Island-hopping by Turboprop
Neil is currently working on the paperback design, which is slightly more complicated than the ebook because this title has so many illustrations.  It’s essential to make sure that you don’t have a separation of text and photo with big white gaps, but this makes formatting difficult.  In the ebook, there’s a way (see Guido Henkel’s Zen of Ebook Formatting) of locking pics onto the relevant text and making them vary in size depending on the size of text selected by the Kindle reader.  If you’re into advanced ebook creation then Guido Henkel is your man.  If, like me, you favour a slightly easier approach, then how to Self-Publish Your Book by Jessica Bell (part of her “Writing in a Nutshell” series)  is probably all you need. For the paperback, Neil uses InDesign’s professional edition and it looks like hell on a computer screen - my creative mind goes fuzzy just looking at it!

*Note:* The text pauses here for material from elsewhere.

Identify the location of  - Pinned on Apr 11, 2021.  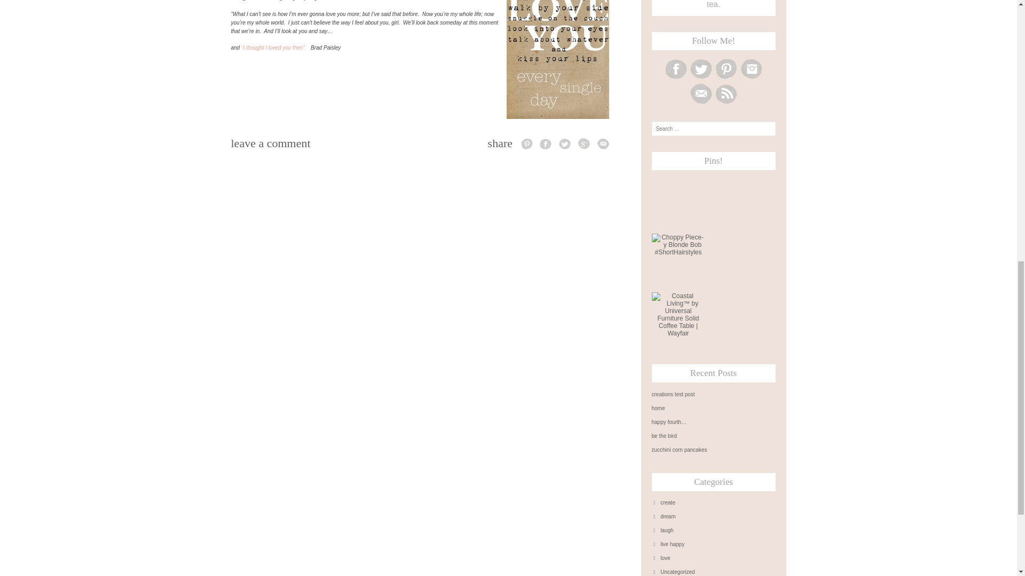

But using InDesign means that the finished result should look exactly the way you’d imagined it, wherever and however it’s printed.
The decaying totems of Haida Gwaii
We’re hoping that the Create Space edition will be available at the end of March.  In the meantime we’re also going to be trialing Ingram Spark for worldwide sales on all other platforms including the i-store. Ingram do marketing and distribution for the big corporate publishers, but they were very quick to realise the power of independent publishing right at the beginning of the self-publishing revolution.  Their Spark offshoot has enabled self-publishers to use all the expertise available to the Big 5. They charge roughly the same as Amazon for marketing your work, so you still pocket the biggest share of the cover price and they seem to achieve better results than SmashWords.  We visited their stand at last year’s London Book Fair and talked to their representatives and were very impressed by their expertise and the range of options they offered, including E-libraries in the USA.  Ingram Spark are also recommended by the Alliance of Independent Authors.  I will report back on the experience once I’ve seen how it works for me.
Travelling to the distant abandoned villages of Haida Gwaii by Zodiac
The official launch of Travelling to the Edge of the World won't be until the beginning of April and I'm planning a small party in a local bistro with a few glasses of prosecco thrown in.  Everyone's invited, virtually and actually!  It will be almost a year since I set off on a journey of discovery to the furthest reaches of British Columbia - a journey that has changed my life.

Find out more on Kathleen's own Blog A Writer's Life

Vancouver Airport 2015
www.kathleenjones.co.uk
Kathleen Tweets incognito on @kathyferber
And wastes time on Facebook



Comments

Jan Needle said…
'Tricky' or not - the cover is fantastic! Congrats to you both.
Lydia Bennet said…
It looks great, good luck with the new book, hope it takes off more than even you do!